LONDON, Oct. 23 (UPI) -- Britain's Scotland Yard announced it has formed a new police unit that will patrol violent hotspots in London carrying firearms on a regular basis.
Officials said the team is made up the Metropolitan Police specialist firearms unit, criticized for the 2005 shooting death of Jean Charles de Menezes at a subway station after mistaking him for a suicide bomber, The Times of London reported Friday.
The armed patrols are being deployed after the city has seen a dramatic increase in crimes involving guns, police said. The team will target areas in North London and south of the Thames River, both affected by the presence of street gangs.

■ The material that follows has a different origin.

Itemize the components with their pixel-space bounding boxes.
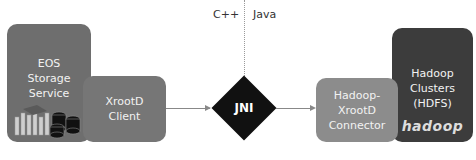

Scotland Yard said that the armed patrols began in June as a pilot program with a 21-officer team and would double that number by November, The Times said.
Nationally, crime statistics indicated a 5 percent drop in firearms offenses, and showed gun crime down by as much as 27 percent on Merseyside, the newspaper reported. However, London experienced a 17 percent jump -- from 1,484 to 1,737 firearm offenses -- in a 12-month period through September.
A spokesman for London Mayor Boris Johnson said the mayor sought reassurances from Metropolitan Police Commissioner Paul Stephenson concerning the parameters on using armed police personnel.
"The mayor has been reassured that there is no intention of using armed police in the routine manner (as) suggested," the spokesman said. "Armed police have a role but that should be the exception, not the norm."